A lunar calendar of 13 months would track 13 months regardless of the Spring Equinox. I didn't find "13 months" mentioned on the reference. What are you talking about?
 
  • #3
When I was a child, this was my favourite poem:

The Moon (1885)
Robert Louis Stevenson

The moon has a face like the clock in the hall;
She shines on thieves on the garden wall,
On streets and fields and harbour quays,
And birdies asleep in the forks of the trees.

The squalling cat and the squeaking mouse,
The howling dog by the door of the house,
The bat that lies in bed at noon,
All love to be out by the light of the moon.

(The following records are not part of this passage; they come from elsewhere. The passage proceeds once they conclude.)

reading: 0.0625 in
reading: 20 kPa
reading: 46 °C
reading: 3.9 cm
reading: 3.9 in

But all of the things that belong to the day
Cuddle to sleep to be out of her way;
And flowers and children close their eyes
Till up in the morning the sun shall arise.
 
  • #4
@Helios - see this example:
http://adsabs.harvard.edu/pdf/1984JHAS...15...1C
Hopefully it will open correctly for you.
From the above discussing the Teton Sioux calendar this is partial screenshot:

Screenshot_2021-02-28 1984JHAS 15 1C - 1984JHAS 15 1C.png
 
  • #5
@Helios
The PF graphics engine bit me on this.

What you said was correct for the Western take on calendars. The point I'm trying to make is that they truncated a month or whatever it took or they deemed necessary to get the year to work out. It was based on Full moons. So the calendar was dubbed "lunar" by Alfonso Ortiz who was a Native American anthropologist.

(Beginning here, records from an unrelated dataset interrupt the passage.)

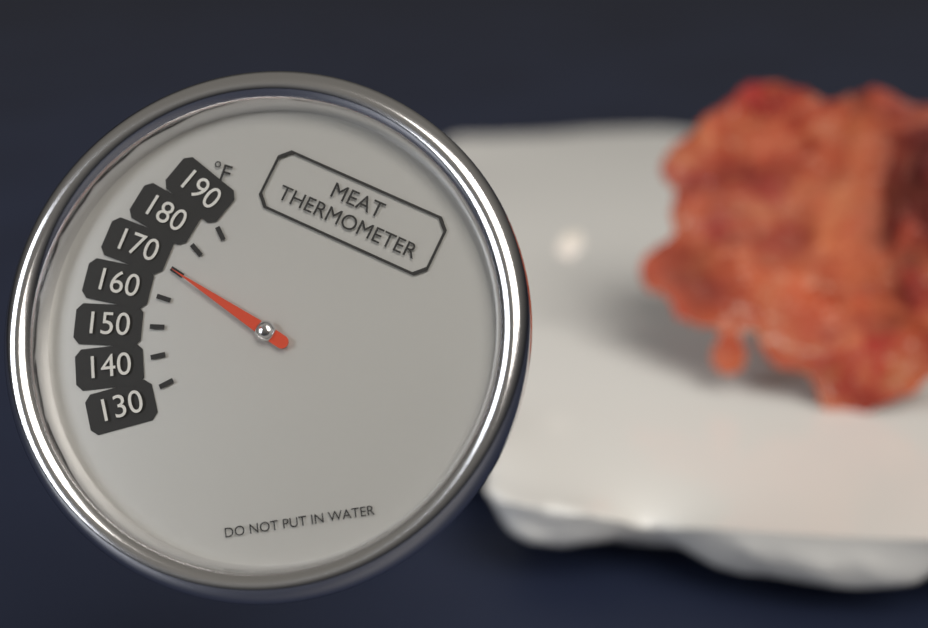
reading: 170 °F
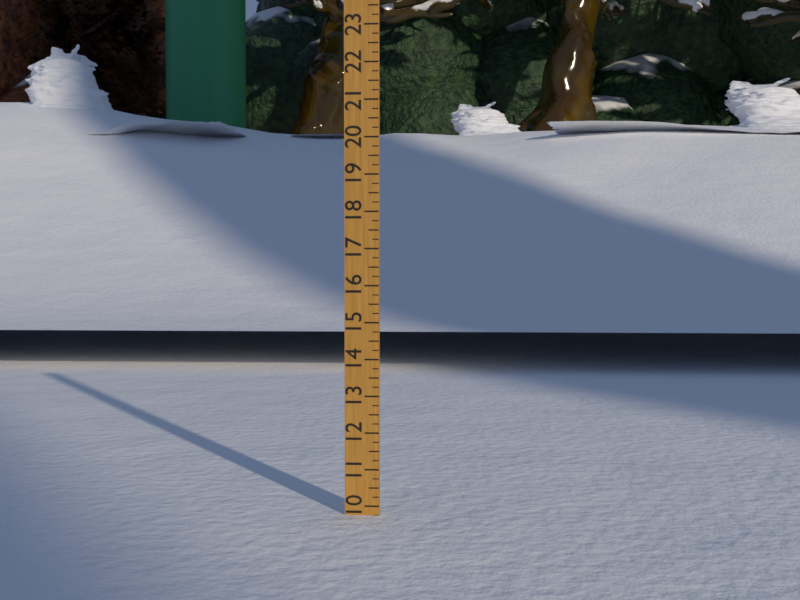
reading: 9.75 (no unit)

Try "indigenouspeople.net Alfonso Ortiz" to see some photos of him.

His definition. If you do not like it okay. Look at what I pasted. Teton Sioux calendar keeping in the post above.

I cannot find a link for the lunar "fix" I was talking about.
 
  • #6
Calendars that reckon the year by counting lunar months are called luni-solar. Calendars that reckon a fixed number of months are lunar calendars. It is more usual to say that a common year ( luni-solar ) has 12 months with leap months added than a 13 month year that is truncated, because the year equals about 12.368 months.
With a 12 month year, the moon moves 11 days earlier. I would guess that, with a spring equinox new year, that they watched for whether the 12th full moon occurred before the equinox, in order to add an extra month.